There was a time when I believed that a war of sorts would develop between riders and drivers, so hectic and angry were my commutes, but in retrospect, I think that was more about me and my attitude than the world at large. I felt entitled to my piece of the road, and I made a lot of noise when I didn’t get what I thought was mine. I was younger, and thought I knew things.

Today, I ride pretty easy, though conflicts occasionally arise. I have bad days with my own attitude, and my analogs behind their wheels have their own trying times. We are all just trying to get somewhere, and sometimes we step on each others toes (faces).

This week’s Group Ride asks the question: How is it where you are? Do cars and drivers get along? Is it getting better or worse? How are you changing? And what future do you see for riding your bike on the road?

Image: Matt O’Keefe

Share

Friday Group Ride #149

December 28, 2012 by  
Filed under Mind

garmin-705-3-588x393I don’t get hung up on mileage anymore.
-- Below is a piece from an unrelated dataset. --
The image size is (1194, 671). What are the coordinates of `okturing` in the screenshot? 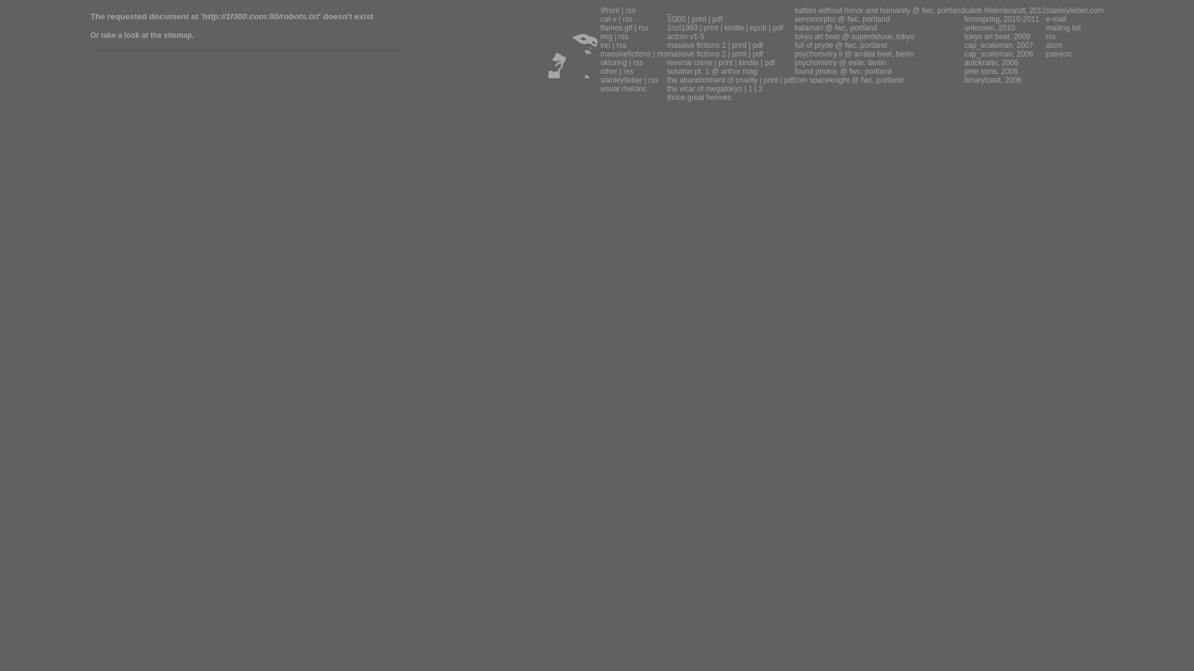 It's located at (613, 63).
I had a watershed moment about 15 years ago, when I was struggling to maintain 14mph into a head wind. I know I was going 14mph, because I was staring at the small digital display clipped to my stem, and I became angry that I was riding the computer rather than the bike, and I pulled it off its mount and stuck it in my pocket and I have not ridden with a visible computer since.

I do occasionally wonder how far I’ve gone on a given ride, and I’m sure some of my regular riding companions have grown tired of me asking what we’ve done. For a short time, I ran Strava, so I didn’t have to ask, but I got bored with that pretty quickly and returned to blissful ignorance.

But you know, mileage can equal goals, and goals can be motivating, so if you’re obsessed with numbers, I get it. If that’s what gets you on the bike, that’s what you use. I have not yet reached the point of diminishing returns for riding my bike. More is pretty much always better.

My friend Padraig is on the verge of 8,000 miles for the year, which given his life situation is a whole lot of distance. My friend Bryan, who commutes year round in Southern Maine, also puts up a pretty good number. In a small way, I envy them their milestones, but not enough to ruin my rides with data collection. This is what works for me.

So as the year winds down, all I can do is some basic estimation. With organized and disorganized weekend jaunts and commutes all stuck together, I’m going to guess I did somewhere between 2500 and 3000 miles. I could ride more. I could make fewer excuses.

This week’s Group Ride wonders what you did. How many miles or kilometers did you put up? Did you measure them exactly, or did you take a more offhand approach? Will you do more or less next year? Why?